The limitations of this meta-analysis are as follows:

  1. 1.

    One could argue that the existence of cartilage lesions at the time of ACL reconstruction is not taken into account in this meta-analysis, thus probably compromising interpretation of the results. Let alone the fact that the prevalence of chondral injuries at the time of ACL reconstruction is rarely reported in the included reports, multiple authors previously have not been able to find a correlation between an osteochondral injury diagnosed at primary arthroscopy after ACL injury and subsequent knee OA [36, 48].

  2. 2.

    As stated before, a major difficulty arises when comparing long-term outcome studies after ACL reconstruction with regard to the varying OA classifications used in these reports. In order to facilitate meta-analysis, the Ahlbäck [1], Kellgren and Lawrence [19] and modified Fairbank[10] classifications were all translated into the IKDC radiographic grading [14], to the best effort. A particular difficulty arose with the interpretation of the K&L classification, especially with the description of K&L grade II, which has been notoriously inexact, due to initial description of the developers [44]. We decided, in accordance with Meuffels et al. [31] and Oiestad et al. [38] to consider K&L grade II as “osteoarthritis” (i.e., IKDC grade C), unless explicitly stated otherwise in the individual report.

  3. 3.

    There is a considerable amount of variability between the studies in the reported prevalences of OA. The formal analysis and the funnel plot indicate that this variability largely exceeds the sampling variability, that is, reflects true differences (heterogeneity) between the studies, both in the combined group (all subjects irrespective of meniscectomy) and the subgroups.

Conclusion

In conclusion, this meta-analysis on the relation between ACL reconstruction and the development of OA has shown that the prevalence of OA is definitely lower than commonly perceived. However, associated meniscal resection dramatically increases the risk for developing OA (OR 3.54).

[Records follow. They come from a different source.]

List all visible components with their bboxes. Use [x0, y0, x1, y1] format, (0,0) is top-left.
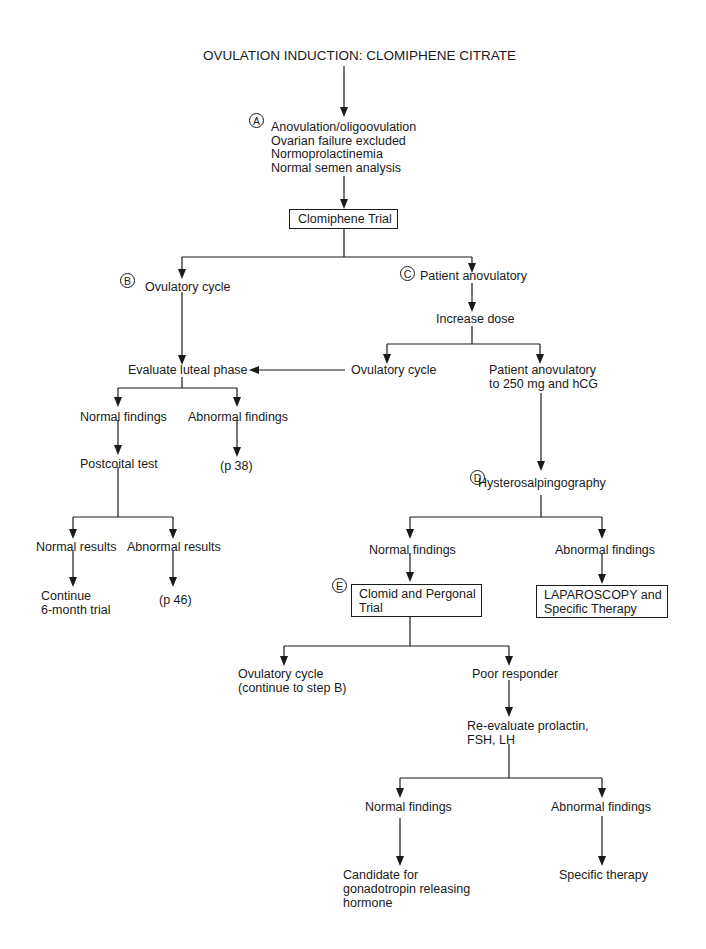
final-abnormal-findings: Abnormal findings	[551, 800, 651, 814]
line: Specific Therapy	[544, 602, 637, 616]
line: Continue	[41, 589, 91, 603]
page-ref-38: (p 38)	[220, 459, 253, 473]
criteria-item: Normal semen analysis	[271, 161, 401, 175]
criteria-list: Anovulation/oligoovulation Ovarian failu…	[271, 121, 416, 175]
ovulatory-cycle-c: Ovulatory cycle	[351, 363, 436, 377]
increase-dose: Increase dose	[436, 312, 515, 326]
patient-anovulatory-250: Patient anovulatory to 250 mg and hCG	[489, 363, 598, 391]
candidate-gnrh: Candidate for gonadotropin releasing hor…	[343, 868, 470, 910]
normal-results: Normal results	[36, 540, 117, 554]
evaluate-luteal-phase: Evaluate luteal phase	[128, 363, 248, 377]
continue-6-month-trial: Continue 6-month trial	[41, 589, 110, 617]
postcoital-test: Postcoital test	[80, 457, 158, 471]
laparoscopy-box: LAPAROSCOPY and Specific Therapy	[536, 585, 668, 618]
poor-responder: Poor responder	[472, 667, 558, 681]
clomiphene-trial-box: Clomiphene Trial	[289, 209, 398, 229]
step-marker-b: B	[120, 273, 135, 288]
line: (continue to step B)	[238, 681, 346, 695]
page-ref-46: (p 46)	[159, 593, 192, 607]
line: to 250 mg and hCG	[489, 377, 598, 391]
hsg-abnormal-findings: Abnormal findings	[555, 543, 655, 557]
line: gonadotropin releasing	[343, 882, 470, 896]
criteria-item: Anovulation/oligoovulation	[271, 120, 416, 134]
line: FSH, LH	[467, 733, 515, 747]
line: Re-evaluate prolactin,	[467, 719, 589, 733]
step-marker-a: A	[249, 113, 264, 128]
step-marker-e: E	[332, 578, 347, 593]
hysterosalpingography: Hysterosalpingography	[478, 476, 606, 490]
luteal-abnormal-findings: Abnormal findings	[188, 410, 288, 424]
patient-anovulatory: Patient anovulatory	[420, 269, 527, 283]
reevaluate-hormones: Re-evaluate prolactin, FSH, LH	[467, 719, 589, 747]
line: Trial	[359, 601, 383, 615]
criteria-item: Normoprolactinemia	[271, 147, 383, 161]
line: LAPAROSCOPY and	[544, 588, 662, 602]
line: 6-month trial	[41, 603, 110, 617]
specific-therapy: Specific therapy	[559, 868, 648, 882]
ovulatory-continue-step-b: Ovulatory cycle (continue to step B)	[238, 667, 346, 695]
ovulatory-cycle-b: Ovulatory cycle	[145, 280, 230, 294]
luteal-normal-findings: Normal findings	[80, 410, 167, 424]
hsg-normal-findings: Normal findings	[369, 543, 456, 557]
step-marker-c: C	[400, 266, 415, 281]
criteria-item: Ovarian failure excluded	[271, 134, 406, 148]
chart-title: OVULATION INDUCTION: CLOMIPHENE CITRATE	[203, 49, 516, 63]
flowchart: OVULATION INDUCTION: CLOMIPHENE CITRATE …	[0, 0, 706, 949]
clomid-pergonal-box: Clomid and Pergonal Trial	[351, 584, 482, 617]
line: Candidate for	[343, 868, 418, 882]
line: Ovulatory cycle	[238, 667, 323, 681]
line: Clomid and Pergonal	[359, 587, 476, 601]
abnormal-results: Abnormal results	[127, 540, 221, 554]
final-normal-findings: Normal findings	[365, 800, 452, 814]
line: hormone	[343, 896, 392, 910]
line: Patient anovulatory	[489, 363, 596, 377]
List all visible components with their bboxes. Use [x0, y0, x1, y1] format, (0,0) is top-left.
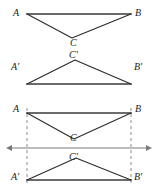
label-A-bottom: A — [13, 104, 19, 114]
triangle-ABC-legs — [27, 14, 131, 38]
triangle-A-prime-B-prime-C-prime-legs — [27, 60, 131, 84]
label-A-prime-middle: A' — [11, 62, 19, 72]
triangle-A-prime-B-prime-C-prime-legs-bottom — [27, 158, 131, 180]
label-B-bottom: B — [135, 104, 141, 114]
triangle-ABC-legs-bottom — [27, 113, 131, 139]
label-B-prime-bottom: B' — [134, 172, 142, 182]
label-B-prime-middle: B' — [134, 62, 142, 72]
label-C-bottom: C — [70, 133, 77, 143]
geometry-figure: A B C C' A' B' A B C C' A' B' — [0, 0, 157, 192]
top-panel — [27, 14, 131, 38]
label-C-top: C — [70, 38, 77, 48]
label-A-prime-bottom: A' — [11, 172, 19, 182]
bottom-panel — [12, 108, 146, 186]
label-A-top: A — [13, 8, 19, 18]
label-C-prime-middle: C' — [69, 50, 78, 60]
label-C-prime-bottom: C' — [69, 152, 78, 162]
middle-panel — [27, 60, 131, 84]
figure-canvas — [0, 0, 157, 192]
label-B-top: B — [135, 8, 141, 18]
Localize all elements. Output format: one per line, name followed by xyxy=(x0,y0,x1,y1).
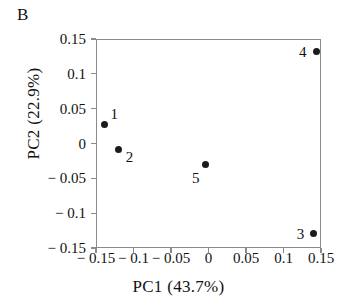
y-axis-title: PC2 (22.9%) xyxy=(25,14,42,214)
data-point-2 xyxy=(115,146,122,153)
data-point-3 xyxy=(310,230,317,237)
x-tick-label-5: 0.1 xyxy=(274,251,293,266)
y-tick-5 xyxy=(91,213,96,214)
y-tick-0 xyxy=(91,38,96,39)
y-tick-label-2: 0.05 xyxy=(0,101,86,116)
data-point-5 xyxy=(202,161,209,168)
y-tick-label-5: − 0.1 xyxy=(0,206,86,221)
y-tick-label-0: 0.15 xyxy=(0,32,86,47)
data-point-label-2: 2 xyxy=(126,150,134,165)
y-tick-2 xyxy=(91,108,96,109)
y-tick-6 xyxy=(91,247,96,248)
x-tick-label-3: 0 xyxy=(205,251,213,266)
x-tick-label-1: − 0.1 xyxy=(118,251,149,266)
y-tick-label-1: 0.1 xyxy=(0,66,86,81)
x-tick-label-2: − 0.05 xyxy=(152,251,190,266)
data-point-4 xyxy=(313,48,320,55)
pca-score-plot-figure: B 12345 − 0.15− 0.1− 0.0500.050.10.15 0.… xyxy=(0,0,357,308)
y-tick-1 xyxy=(91,73,96,74)
data-point-label-5: 5 xyxy=(192,171,200,186)
y-tick-3 xyxy=(91,143,96,144)
y-tick-label-6: − 0.15 xyxy=(0,241,86,256)
data-point-1 xyxy=(101,121,108,128)
data-point-label-4: 4 xyxy=(299,45,307,60)
y-tick-4 xyxy=(91,178,96,179)
x-axis-title: PC1 (43.7%) xyxy=(0,278,357,295)
data-point-label-3: 3 xyxy=(297,227,305,242)
y-tick-label-3: 0 xyxy=(0,136,86,151)
x-tick-label-4: 0.05 xyxy=(233,251,259,266)
plot-frame: 12345 xyxy=(96,39,321,248)
data-layer: 12345 xyxy=(97,40,320,247)
x-tick-label-6: 0.15 xyxy=(308,251,334,266)
y-tick-label-4: − 0.05 xyxy=(0,171,86,186)
data-point-label-1: 1 xyxy=(111,107,119,122)
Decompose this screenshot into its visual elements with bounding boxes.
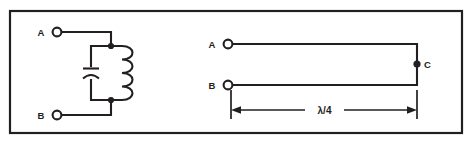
dimension-label: λ/4	[318, 105, 332, 116]
terminal-b-left[interactable]	[53, 111, 62, 120]
terminal-b-right[interactable]	[224, 81, 233, 90]
terminal-a-right[interactable]	[224, 40, 233, 49]
terminal-c-label: C	[424, 59, 431, 70]
figure-container: A B A B C	[0, 0, 473, 146]
junction-dot-bottom	[108, 97, 114, 103]
terminal-c-shorted-end[interactable]	[413, 60, 420, 67]
junction-dot-top	[108, 43, 114, 49]
terminal-b-left-label: B	[38, 110, 45, 121]
circuit-diagram: A B A B C	[0, 0, 473, 146]
terminal-a-left[interactable]	[53, 28, 62, 37]
terminal-a-right-label: A	[209, 39, 216, 50]
terminal-a-left-label: A	[38, 27, 45, 38]
terminal-b-right-label: B	[209, 80, 216, 91]
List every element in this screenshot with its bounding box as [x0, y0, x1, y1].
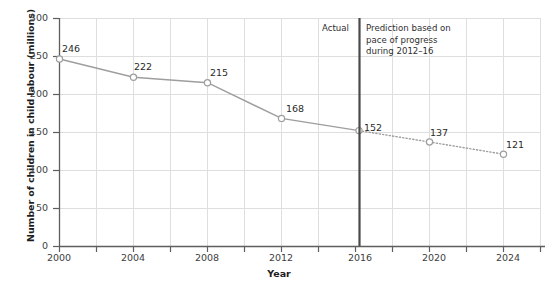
figure-caption [6, 284, 436, 291]
value-label-2000: 246 [62, 43, 80, 54]
data-point-2008 [204, 80, 210, 86]
data-point-2012 [278, 115, 284, 121]
value-label-2025: 121 [506, 139, 524, 150]
data-point-2000 [56, 56, 62, 62]
data-point-2004 [130, 74, 136, 80]
value-label-2016: 152 [364, 122, 382, 133]
value-label-2004: 222 [134, 61, 152, 72]
value-label-2012: 168 [286, 103, 304, 114]
y-axis-ticks [53, 19, 59, 247]
annotation-prediction: Prediction based on pace of progress dur… [366, 23, 496, 58]
value-label-2020: 137 [430, 127, 448, 138]
chart-container: Number of children in child labour (mill… [0, 0, 558, 291]
data-point-2020 [426, 139, 432, 145]
annotation-actual: Actual [322, 23, 349, 35]
value-label-2008: 215 [210, 67, 228, 78]
data-point-2025 [500, 151, 506, 157]
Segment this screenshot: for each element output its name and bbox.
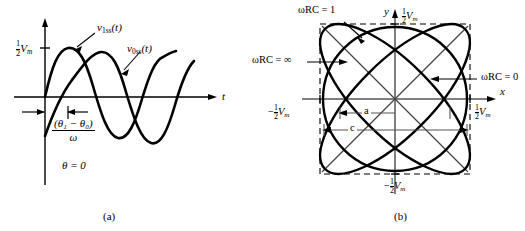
panel-a-x-axis-label: t [222, 91, 225, 102]
y-axis-negative-tick-label: −12Vm [384, 178, 405, 195]
label-omega-rc-one: ωRC = 1 [298, 5, 335, 16]
leader-arrowhead-omega-rc-one [357, 37, 365, 44]
v1ss-argument: (t) [111, 21, 121, 33]
leader-arrowhead-v0ss [121, 69, 129, 76]
figure-container: 12Vm t v1ss(t) v0ss(t) (θ₁ − θ₀)ω θ = 0 … [0, 0, 525, 231]
panel-a-y-axis-label: 12Vm [16, 40, 32, 58]
panel-a: 12Vm t v1ss(t) v0ss(t) (θ₁ − θ₀)ω θ = 0 … [0, 0, 262, 231]
panel-b-y-axis-label: y [384, 6, 389, 17]
leader-line-v1ss [77, 33, 95, 47]
panel-a-x-axis-arrowhead [208, 94, 217, 100]
leader-arrowhead-omega-rc-infinity [339, 59, 348, 65]
x-pos-sub: m [485, 111, 490, 119]
dimension-label-c: c [348, 123, 357, 134]
leader-arrowhead-omega-rc-zero [430, 76, 439, 82]
panel-a-caption: (a) [103, 210, 115, 222]
curve-label-v0ss: v0ss(t) [127, 43, 152, 56]
theta-condition-label: θ = 0 [62, 160, 86, 171]
panel-b: ωRC = 1 ωRC = ∞ ωRC = 0 y x 12Vm −12Vm −… [262, 0, 525, 231]
phase-span-left-arrowhead [37, 109, 45, 115]
panel-b-x-axis-label: x [500, 86, 505, 97]
panel-b-caption: (b) [394, 210, 407, 222]
label-omega-rc-zero: ωRC = 0 [481, 72, 518, 83]
x-axis-positive-tick-label: 12Vm [475, 104, 491, 121]
label-omega-rc-infinity: ωRC = ∞ [252, 55, 292, 66]
y-neg-sub: m [400, 185, 405, 193]
panel-a-graphic [0, 0, 262, 231]
v0ss-argument: (t) [141, 42, 151, 54]
curve-label-v1ss: v1ss(t) [97, 22, 122, 35]
x-axis-negative-tick-label: −12Vm [268, 104, 289, 121]
phase-denominator: ω [52, 131, 95, 143]
panel-b-y-axis-arrowhead [392, 9, 398, 18]
voltage-subscript: m [27, 47, 32, 56]
phase-fraction: (θ₁ − θ₀)ω [52, 118, 95, 143]
voltage-symbol: V [20, 42, 27, 54]
dimension-label-a: a [362, 106, 371, 117]
dimension-arrowhead-a-left [338, 110, 347, 116]
panel-a-y-axis-arrowhead [42, 18, 48, 27]
y-axis-positive-tick-label: 12Vm [402, 8, 418, 25]
phase-shift-annotation: (θ₁ − θ₀)ω [52, 118, 95, 143]
y-pos-sub: m [412, 15, 417, 23]
curve-v1ss-tail [163, 51, 176, 57]
phase-numerator: (θ₁ − θ₀) [52, 118, 95, 131]
x-neg-sub: m [284, 111, 289, 119]
panel-b-x-axis-arrowhead [487, 96, 496, 102]
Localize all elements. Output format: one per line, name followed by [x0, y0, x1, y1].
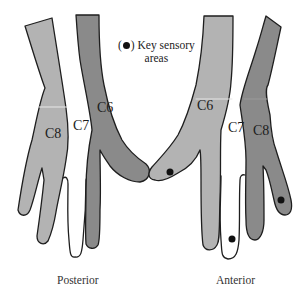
key-sensory-dot-c6 — [167, 169, 174, 176]
key-sensory-dot-c7 — [229, 236, 236, 243]
posterior-label-c7: C7 — [73, 119, 89, 133]
anterior-label-c8: C8 — [253, 124, 269, 138]
anterior-label-c6: C6 — [197, 99, 213, 113]
legend-paren-close: ) — [131, 39, 135, 51]
legend-paren-open: ( — [118, 39, 122, 51]
posterior-caption: Posterior — [57, 274, 99, 286]
legend-dot-icon — [123, 42, 130, 49]
anterior-label-c7: C7 — [228, 121, 244, 135]
dermatome-hand-diagram: () Key sensory areas C8 C7 C6 C6 C7 C8 P… — [0, 0, 305, 296]
anterior-caption: Anterior — [216, 274, 255, 286]
posterior-label-c8: C8 — [45, 127, 61, 141]
anterior-c7-region — [220, 175, 245, 259]
legend: () Key sensory areas — [118, 39, 195, 64]
key-sensory-dot-c8 — [278, 197, 285, 204]
posterior-label-c6: C6 — [97, 101, 113, 115]
legend-text-line1: Key sensory — [138, 39, 195, 51]
legend-text-line2: areas — [118, 52, 195, 65]
legend-line-1: () Key sensory — [118, 39, 195, 52]
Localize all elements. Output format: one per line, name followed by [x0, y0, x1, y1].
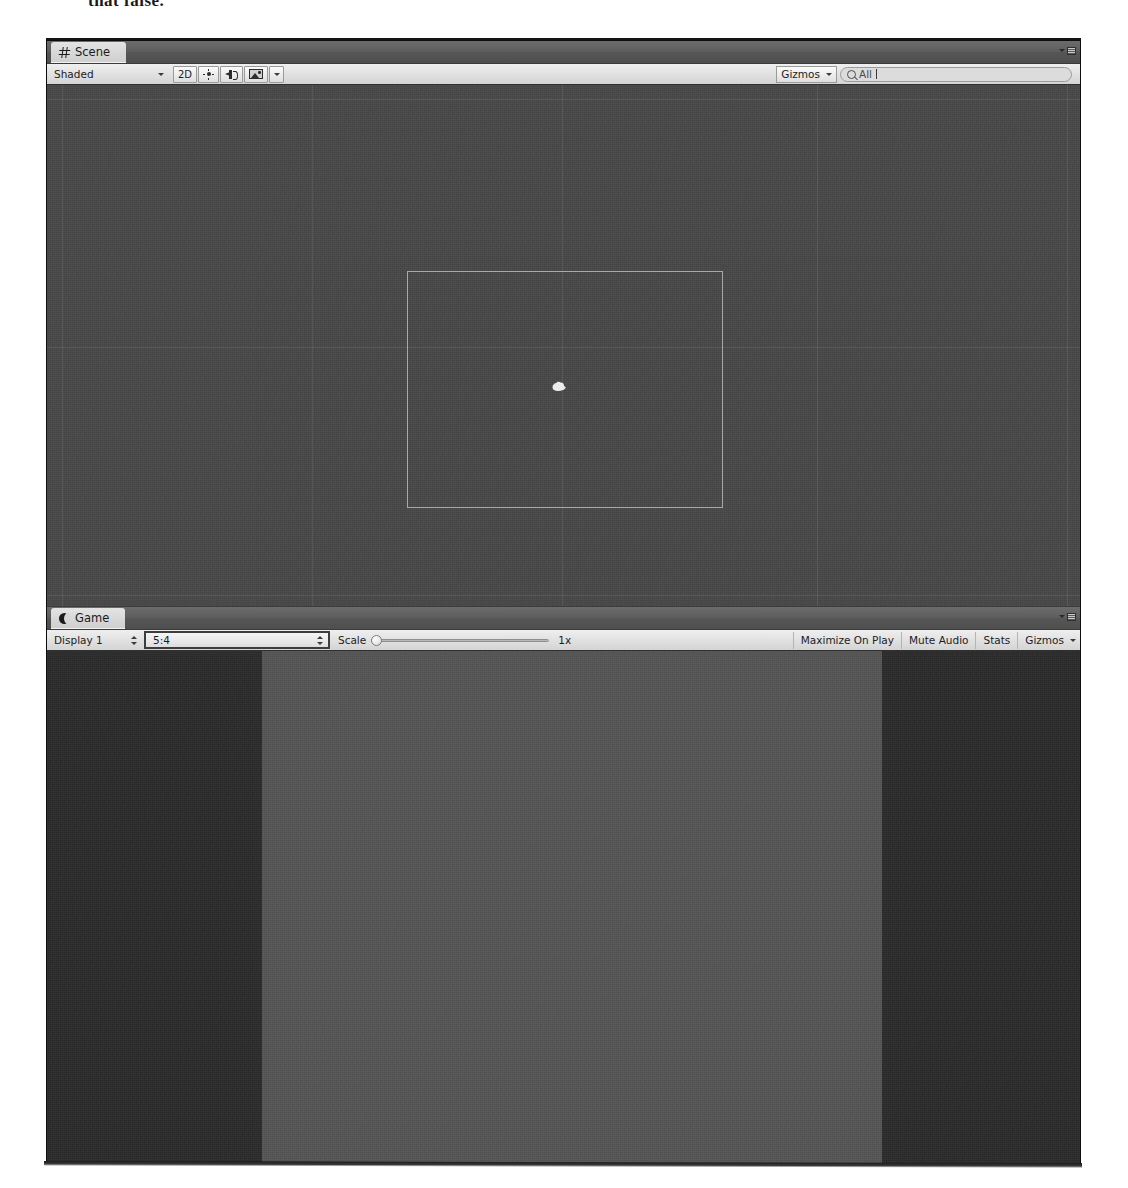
- chevron-down-icon: [1059, 49, 1065, 52]
- 2d-toggle-label: 2D: [178, 69, 192, 80]
- chevron-down-icon: [274, 73, 280, 76]
- display-dropdown[interactable]: Display 1: [47, 632, 142, 649]
- chevron-down-icon: [1070, 639, 1076, 642]
- tab-scene-label: Scene: [75, 47, 110, 59]
- scale-value: 1x: [558, 634, 571, 646]
- aspect-ratio-dropdown[interactable]: 5:4: [144, 631, 330, 649]
- game-toolbar: Display 1 5:4 Scale 1x Maximize On Play: [47, 630, 1080, 651]
- scene-toolbar: Shaded 2D Gizmos: [47, 64, 1080, 85]
- scale-slider-knob[interactable]: [371, 635, 382, 646]
- draw-mode-label: Shaded: [54, 68, 94, 80]
- scale-control: Scale 1x: [338, 634, 571, 646]
- scene-panel: Scene Shaded 2D: [47, 41, 1080, 606]
- search-icon: [847, 70, 856, 79]
- speaker-icon: [225, 69, 238, 80]
- game-gizmos-dropdown[interactable]: Gizmos: [1017, 632, 1080, 649]
- scale-slider-rail: [371, 639, 549, 642]
- game-render-area: [262, 651, 882, 1165]
- maximize-on-play-button[interactable]: Maximize On Play: [793, 632, 901, 649]
- mute-audio-label: Mute Audio: [909, 634, 968, 646]
- scene-panel-options-icon[interactable]: [1056, 45, 1076, 56]
- scene-grid-line: [312, 85, 313, 606]
- scan-edge-bottom: [44, 1161, 1082, 1168]
- display-dropdown-label: Display 1: [54, 634, 103, 646]
- mute-audio-button[interactable]: Mute Audio: [901, 632, 975, 649]
- game-tabbar: Game: [47, 606, 1080, 630]
- lighting-toggle-button[interactable]: [198, 66, 219, 83]
- scene-grid-line: [47, 595, 1080, 596]
- chevron-down-icon: [826, 73, 832, 76]
- draw-mode-dropdown[interactable]: Shaded: [47, 65, 168, 83]
- stepper-icon: [317, 635, 324, 646]
- maximize-on-play-label: Maximize On Play: [801, 634, 894, 646]
- stats-button[interactable]: Stats: [975, 632, 1017, 649]
- game-viewport[interactable]: [47, 651, 1080, 1165]
- tab-game-label: Game: [75, 613, 109, 625]
- scene-tabbar: Scene: [47, 41, 1080, 64]
- scene-viewport[interactable]: [47, 85, 1080, 606]
- game-gizmos-label: Gizmos: [1025, 634, 1064, 646]
- fx-toggle-button[interactable]: [244, 66, 268, 83]
- stepper-icon: [131, 635, 138, 646]
- text-cursor: [876, 69, 877, 79]
- 2d-toggle-button[interactable]: 2D: [173, 66, 197, 83]
- stats-label: Stats: [983, 634, 1010, 646]
- tab-scene[interactable]: Scene: [51, 42, 126, 63]
- sun-icon: [203, 69, 214, 80]
- panel-menu-icon: [1067, 47, 1076, 55]
- moon-icon: [59, 613, 70, 624]
- scene-search-input[interactable]: All: [840, 67, 1072, 82]
- image-icon: [249, 69, 263, 79]
- panel-menu-icon: [1067, 613, 1076, 621]
- scene-search-value: All: [859, 69, 872, 80]
- scene-grid-line: [1067, 85, 1068, 606]
- scene-grid-line: [62, 85, 63, 606]
- audio-toggle-button[interactable]: [220, 66, 243, 83]
- fx-dropdown-button[interactable]: [269, 66, 284, 83]
- scale-slider[interactable]: [371, 635, 549, 646]
- hash-icon: [58, 47, 71, 58]
- scale-label: Scale: [338, 634, 366, 646]
- page-headline-fragment: that false.: [88, 0, 164, 11]
- chevron-down-icon: [158, 73, 164, 76]
- aspect-ratio-label: 5:4: [153, 634, 170, 646]
- game-panel-options-icon[interactable]: [1056, 611, 1076, 622]
- chevron-down-icon: [1059, 615, 1065, 618]
- scene-grid-line: [47, 99, 1080, 100]
- scene-gizmos-label: Gizmos: [781, 68, 820, 80]
- unity-editor-window: Scene Shaded 2D: [46, 40, 1081, 1165]
- scene-grid-line: [817, 85, 818, 606]
- tab-game[interactable]: Game: [51, 608, 125, 629]
- scene-sprite[interactable]: [550, 380, 567, 394]
- scene-gizmos-dropdown[interactable]: Gizmos: [776, 66, 837, 83]
- game-panel: Game Display 1 5:4 Scale: [47, 606, 1080, 1164]
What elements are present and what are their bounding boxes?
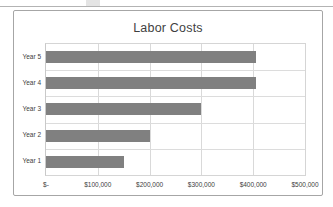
page-top-artifact [86, 0, 100, 6]
bar-year-5[interactable] [46, 51, 256, 63]
bar-row: Year 1 [46, 149, 305, 175]
bar-row: Year 5 [46, 44, 305, 70]
bar-year-1[interactable] [46, 156, 124, 168]
bar-row: Year 3 [46, 96, 305, 122]
bar-year-4[interactable] [46, 77, 256, 89]
bar-row: Year 2 [46, 123, 305, 149]
plot-area: Year 5Year 4Year 3Year 2Year 1$-$100,000… [45, 43, 306, 176]
bar-year-2[interactable] [46, 130, 150, 142]
category-label-year-1: Year 1 [22, 157, 41, 164]
x-tick-label: $200,000 [136, 181, 163, 188]
bar-row: Year 4 [46, 70, 305, 96]
category-label-year-3: Year 3 [22, 105, 41, 112]
chart-container[interactable]: Labor Costs Year 5Year 4Year 3Year 2Year… [13, 10, 323, 196]
category-label-year-2: Year 2 [22, 131, 41, 138]
x-tick-label: $500,000 [291, 181, 318, 188]
x-tick-label: $100,000 [84, 181, 111, 188]
x-tick-label: $300,000 [188, 181, 215, 188]
x-tick-label: $- [43, 181, 49, 188]
bar-year-3[interactable] [46, 103, 201, 115]
x-tick-label: $400,000 [240, 181, 267, 188]
page-top-rule [0, 6, 333, 7]
category-label-year-5: Year 5 [22, 53, 41, 60]
chart-title: Labor Costs [14, 21, 322, 35]
category-label-year-4: Year 4 [22, 79, 41, 86]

This finding bears the inherent consequence of attempting a repair of meniscus injuries sustained at the time of ACL tear, as well as contemplating reconstruction of the ruptured ACL in order to protect the menisci from excessive shear forces, subsequent tearing and the premature development of OA. Moreover, in an era of questioning the cost-effectiveness of surgical procedures, the results of this study have the potential to justify current clinical practice regarding ACL-injured subjects. Finally, these results should be used as a baseline for upcoming long-term outcome studies on recent ACL techniques and to counsel ACL-injured patients in an evidence-based way.